The Spring 2012 issue of "Classic Trains" has a cover story on the Pennsy turbines. You can get it direct from Kalmbach, but you should also still be able to find it at the local hobby shop.
During the period that the S-2 hauled premium trains, the coaches were usually the 44-passenger small widewindowed Juniatta-built deluxe long distance coaches that rusted out early and were scrapped long before the PC merger. Wonderful riding coaches while they lasted, with huge rest rooms at each end. Also unique to the PRR were the Creek series duplex room cars with staggered windows on one side for single sidways rooms on raised and normal levels. But even during this era, heavyweight headend cars and express box and reefer cars could be found on the head end of anything but the Broadway Limited itself. In the later era, after diesels began coming, the coaches would be the unmodernizedd P-70's, usually no more than two at the end of 15 or so head end cars.
The S2 was intended to expedite heavy modern passenger trains between Chicago and Crestline, Ohio at speeds at or over 100 mph. Pennsy mamagement hoped it would draw the most prestigious name trains on that route like the Broadway Limited. After the diesels came it could be found hauling mail and express trains for a short time before its retirement. Consequently a string of streamlined equipment would be appropriate or a heavyweight coach train with a lot of headend cars.
The Wikipedia article on the PRR S2 has a reference to a website, which has a photo of the S2 on the Broadway Limited in 1945.
I have an O-gauge model of Pennsylvania's S2 Turbine, and I'm wondering what to use behind it to make it prototypical. What was it used for in it's short-life?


§ Exercise objective
In the entries below, every line with the string "image" is to be reported.

Figure dataset records:
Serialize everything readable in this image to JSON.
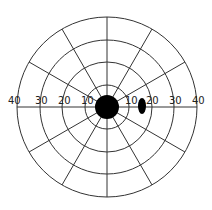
{
  "chart_data": {
    "type": "polar",
    "title": "",
    "rings": [
      10,
      20,
      30,
      40
    ],
    "ring_unit": "degrees",
    "radial_lines_deg": [
      0,
      30,
      60,
      90,
      120,
      150,
      180,
      210,
      240,
      270,
      300,
      330
    ],
    "axis_labels_left": [
      "40",
      "30",
      "20",
      "10"
    ],
    "axis_labels_right": [
      "10",
      "20",
      "30",
      "40"
    ],
    "features": [
      {
        "name": "central-scotoma",
        "shape": "circle",
        "center_deg": [
          0,
          0
        ],
        "radius_deg": 5
      },
      {
        "name": "blind-spot",
        "shape": "ellipse",
        "center_deg": [
          15,
          0
        ],
        "rx_deg": 1.5,
        "ry_deg": 3.5
      }
    ],
    "colors": {
      "lines": "#333333",
      "fill": "#000000",
      "background": "#ffffff"
    }
  },
  "labels": {
    "left": [
      "40",
      "30",
      "20",
      "10"
    ],
    "right": [
      "10",
      "20",
      "30",
      "40"
    ]
  }
}
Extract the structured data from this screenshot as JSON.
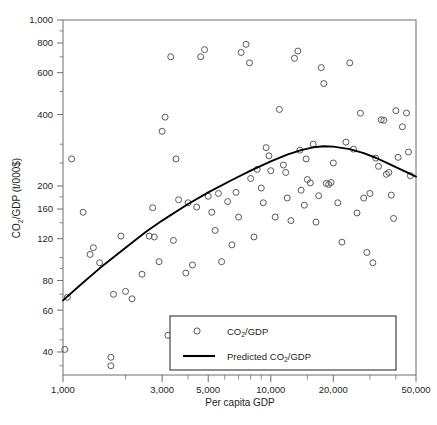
{
  "chart_data": {
    "type": "scatter",
    "title": "",
    "xlabel": "Per capita GDP",
    "ylabel": "CO2/GDP (t/000$)",
    "ylabel_parts": {
      "pre": "CO",
      "sub": "2",
      "post": "/GDP (t/000$)"
    },
    "xscale": "log",
    "yscale": "log",
    "xlim": [
      1000,
      50000
    ],
    "ylim": [
      32,
      1000
    ],
    "grid": false,
    "x_ticklabels": [
      "1,000",
      "3,000",
      "5,000",
      "10,000",
      "20,000",
      "50,000"
    ],
    "x_tickvalues": [
      1000,
      3000,
      5000,
      10000,
      20000,
      50000
    ],
    "y_ticklabels": [
      "1,000",
      "800",
      "600",
      "400",
      "200",
      "160",
      "120",
      "80",
      "60",
      "40"
    ],
    "y_tickvalues": [
      1000,
      800,
      600,
      400,
      200,
      160,
      120,
      80,
      60,
      40
    ],
    "legend_position": "bottom-center-inside",
    "series": [
      {
        "name": "CO2/GDP",
        "label_parts": {
          "pre": "CO",
          "sub": "2",
          "post": "/GDP"
        },
        "type": "scatter",
        "marker": "open-circle",
        "color": "#58595b",
        "points": [
          [
            1020,
            41
          ],
          [
            1050,
            68
          ],
          [
            1100,
            260
          ],
          [
            1250,
            155
          ],
          [
            1350,
            103
          ],
          [
            1400,
            110
          ],
          [
            1500,
            95
          ],
          [
            1700,
            38
          ],
          [
            1700,
            35
          ],
          [
            1750,
            70
          ],
          [
            1900,
            123
          ],
          [
            2000,
            72
          ],
          [
            2150,
            67
          ],
          [
            2400,
            85
          ],
          [
            2600,
            123
          ],
          [
            2700,
            162
          ],
          [
            2750,
            122
          ],
          [
            2900,
            96
          ],
          [
            3000,
            340
          ],
          [
            3100,
            390
          ],
          [
            3200,
            47
          ],
          [
            3300,
            700
          ],
          [
            3400,
            118
          ],
          [
            3500,
            260
          ],
          [
            3600,
            175
          ],
          [
            3900,
            86
          ],
          [
            4000,
            170
          ],
          [
            4200,
            93
          ],
          [
            4400,
            163
          ],
          [
            4600,
            700
          ],
          [
            4800,
            750
          ],
          [
            5000,
            181
          ],
          [
            5200,
            155
          ],
          [
            5400,
            130
          ],
          [
            5600,
            186
          ],
          [
            5800,
            96
          ],
          [
            6200,
            172
          ],
          [
            6500,
            113
          ],
          [
            6800,
            188
          ],
          [
            7000,
            148
          ],
          [
            7200,
            730
          ],
          [
            7600,
            790
          ],
          [
            7900,
            660
          ],
          [
            8000,
            215
          ],
          [
            8300,
            122
          ],
          [
            8600,
            235
          ],
          [
            9000,
            196
          ],
          [
            9200,
            170
          ],
          [
            9500,
            290
          ],
          [
            9800,
            268
          ],
          [
            10000,
            232
          ],
          [
            10500,
            148
          ],
          [
            11000,
            420
          ],
          [
            11500,
            245
          ],
          [
            11800,
            228
          ],
          [
            12000,
            178
          ],
          [
            12500,
            143
          ],
          [
            13000,
            690
          ],
          [
            13500,
            740
          ],
          [
            13800,
            283
          ],
          [
            14000,
            192
          ],
          [
            14500,
            166
          ],
          [
            14800,
            260
          ],
          [
            15000,
            213
          ],
          [
            15500,
            206
          ],
          [
            16000,
            300
          ],
          [
            16500,
            141
          ],
          [
            17000,
            182
          ],
          [
            17500,
            630
          ],
          [
            18000,
            540
          ],
          [
            18500,
            205
          ],
          [
            19000,
            203
          ],
          [
            19500,
            207
          ],
          [
            20000,
            250
          ],
          [
            21000,
            170
          ],
          [
            22000,
            116
          ],
          [
            23000,
            306
          ],
          [
            24000,
            660
          ],
          [
            25000,
            286
          ],
          [
            26000,
            154
          ],
          [
            27000,
            405
          ],
          [
            28000,
            178
          ],
          [
            29000,
            105
          ],
          [
            30000,
            186
          ],
          [
            31000,
            95
          ],
          [
            32000,
            262
          ],
          [
            33000,
            242
          ],
          [
            34000,
            380
          ],
          [
            35000,
            378
          ],
          [
            36000,
            224
          ],
          [
            37000,
            228
          ],
          [
            38000,
            183
          ],
          [
            39000,
            146
          ],
          [
            40000,
            415
          ],
          [
            41000,
            264
          ],
          [
            43000,
            355
          ],
          [
            45000,
            406
          ],
          [
            46000,
            278
          ],
          [
            47000,
            221
          ]
        ]
      },
      {
        "name": "Predicted CO2/GDP",
        "label_parts": {
          "pre": "Predicted CO",
          "sub": "2",
          "post": "/GDP"
        },
        "type": "line",
        "color": "#000000",
        "points": [
          [
            1000,
            66
          ],
          [
            1200,
            76
          ],
          [
            1500,
            90
          ],
          [
            2000,
            110
          ],
          [
            2500,
            128
          ],
          [
            3000,
            143
          ],
          [
            4000,
            168
          ],
          [
            5000,
            188
          ],
          [
            6500,
            212
          ],
          [
            8000,
            232
          ],
          [
            10000,
            254
          ],
          [
            12000,
            271
          ],
          [
            14000,
            283
          ],
          [
            16000,
            291
          ],
          [
            18000,
            294
          ],
          [
            20000,
            293
          ],
          [
            24000,
            286
          ],
          [
            28000,
            275
          ],
          [
            32000,
            263
          ],
          [
            36000,
            251
          ],
          [
            40000,
            240
          ],
          [
            45000,
            229
          ],
          [
            50000,
            219
          ]
        ]
      }
    ]
  },
  "legend": {
    "scatter_label": "CO2/GDP",
    "line_label": "Predicted CO2/GDP"
  },
  "axes": {
    "x_title": "Per capita GDP",
    "y_title": "CO2/GDP (t/000$)"
  }
}
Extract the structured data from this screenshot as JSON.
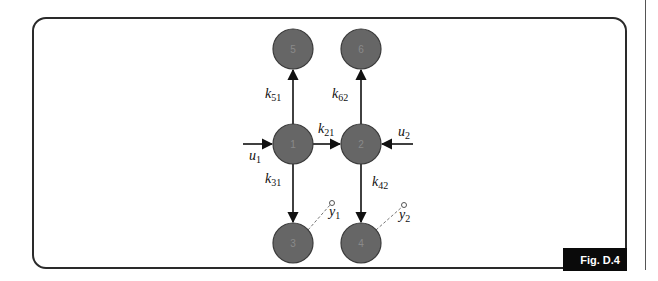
{
  "figure": {
    "caption_tag": "Fig. D.4",
    "type": "compartmental model diagram"
  },
  "colors": {
    "node_fill": "#666666",
    "node_stroke": "#3a3a3a",
    "edge": "#111111",
    "frame": "#2a2a2a",
    "tag_bg": "#0a0a0a",
    "tag_text": "#ffffff"
  },
  "nodes": [
    {
      "id": "1",
      "label": "1",
      "x": 293,
      "y": 144
    },
    {
      "id": "2",
      "label": "2",
      "x": 361,
      "y": 144
    },
    {
      "id": "3",
      "label": "3",
      "x": 293,
      "y": 243
    },
    {
      "id": "4",
      "label": "4",
      "x": 361,
      "y": 243
    },
    {
      "id": "5",
      "label": "5",
      "x": 293,
      "y": 49
    },
    {
      "id": "6",
      "label": "6",
      "x": 361,
      "y": 49
    }
  ],
  "edges": [
    {
      "from": "1",
      "to": "5",
      "label_base": "k",
      "label_sub": "51"
    },
    {
      "from": "2",
      "to": "6",
      "label_base": "k",
      "label_sub": "62"
    },
    {
      "from": "1",
      "to": "2",
      "label_base": "k",
      "label_sub": "21"
    },
    {
      "from": "1",
      "to": "3",
      "label_base": "k",
      "label_sub": "31"
    },
    {
      "from": "2",
      "to": "4",
      "label_base": "k",
      "label_sub": "42"
    }
  ],
  "inputs": [
    {
      "to": "1",
      "label_base": "u",
      "label_sub": "1"
    },
    {
      "to": "2",
      "label_base": "u",
      "label_sub": "2"
    }
  ],
  "outputs": [
    {
      "from": "3",
      "label_base": "y",
      "label_sub": "1"
    },
    {
      "from": "4",
      "label_base": "y",
      "label_sub": "2"
    }
  ]
}
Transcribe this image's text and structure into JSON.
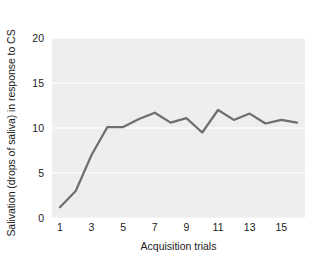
{
  "chart_data": {
    "type": "line",
    "title": "",
    "xlabel": "Acquisition trials",
    "ylabel": "Salivation (drops of saliva) in response to CS",
    "x": [
      1,
      2,
      3,
      4,
      5,
      6,
      7,
      8,
      9,
      10,
      11,
      12,
      13,
      14,
      15,
      16
    ],
    "values": [
      1.2,
      3.0,
      7.0,
      10.1,
      10.1,
      11.0,
      11.7,
      10.6,
      11.1,
      9.5,
      12.0,
      10.9,
      11.6,
      10.5,
      10.9,
      10.6
    ],
    "series": [
      {
        "name": "Salivation",
        "values": [
          1.2,
          3.0,
          7.0,
          10.1,
          10.1,
          11.0,
          11.7,
          10.6,
          11.1,
          9.5,
          12.0,
          10.9,
          11.6,
          10.5,
          10.9,
          10.6
        ]
      }
    ],
    "xlim": [
      0.5,
      16.5
    ],
    "ylim": [
      0,
      20
    ],
    "yticks": [
      0,
      5,
      10,
      15,
      20
    ],
    "ytick_labels": [
      "0",
      "5",
      "10",
      "15",
      "20"
    ],
    "xticks": [
      1,
      3,
      5,
      7,
      9,
      11,
      13,
      15
    ],
    "xtick_labels": [
      "1",
      "3",
      "5",
      "7",
      "9",
      "11",
      "13",
      "15"
    ],
    "grid": "horizontal",
    "legend": "none",
    "line_color": "#6e6e6e",
    "plot_background": "#eeeeee",
    "gridline_color": "#fafafa",
    "figure_background": "#ffffff",
    "text_color": "#1b1b1b"
  }
}
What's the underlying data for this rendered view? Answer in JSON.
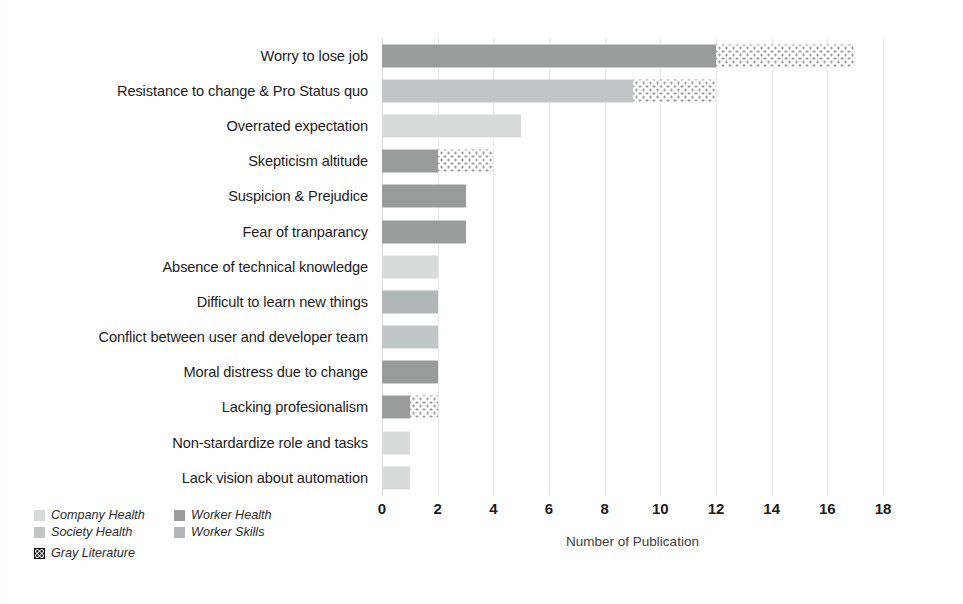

§ Written response
Serialize everything readable in this image to JSON.
Transcribe this image's text and structure into JSON.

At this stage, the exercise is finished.